The hawkers of this machine want you to believe it’s a rare and delicate magic. It isn’t. It’s an expensive party trick. It’s David Blaine telling you your social security number with a bug in his ear. Behind the mystical incantation is a vast, elaborate, industrial mechanism belching smoke, willing to sacrifice anything to amuse you, dumping water into the desert and cancer into the sea all to make you clap your hands and gasp in delight. Do you feel loved?

My guess is you probably don’t. No healthy mind is very impressed with the kind of desperate adulation this kind of thing exists to provide. There’s always something a little creepy about a person who does nothing but agree with you.

LA is on fire.
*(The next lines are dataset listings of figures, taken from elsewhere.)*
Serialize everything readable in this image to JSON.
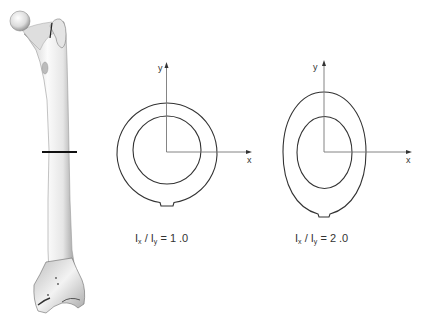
{
  "figure": {
    "femur": {
      "label": "femur-illustration",
      "section_line_y": 152
    },
    "sections": [
      {
        "id": "circular",
        "shape": "circle",
        "axis_x_label": "x",
        "axis_y_label": "y",
        "caption": {
          "I": "I",
          "sub_x": "x",
          "slash": "/",
          "sub_y": "y",
          "equals": "=",
          "value": "1 .0"
        }
      },
      {
        "id": "elliptical",
        "shape": "ellipse",
        "axis_x_label": "x",
        "axis_y_label": "y",
        "caption": {
          "I": "I",
          "sub_x": "x",
          "slash": "/",
          "sub_y": "y",
          "equals": "=",
          "value": "2 .0"
        }
      }
    ],
    "colors": {
      "outline": "#333333",
      "axis": "#777777",
      "bone_light": "#f2f2f2",
      "bone_shade": "#9a9a9a",
      "section_line": "#111111"
    }
  }
}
Meta has officially abandoned its frail attempts at content moderation. The US is closer to open war than we have been since 1940. 1940 was, by the way, the middle of the Golden Age of Hollywood, where honest attempts at artistry and beauty helped sustain a sense of purpose and hope in grim times. Today, the best our most powerful culture leaders can offer is ourselves, smoothed out and appended with what they consider the proper amount of astonishment at our increasingly unimpressive surroundings. We are being corrected for our pesky human tendency to stray from directive.

Happy New Year from me and my grinning homunculi.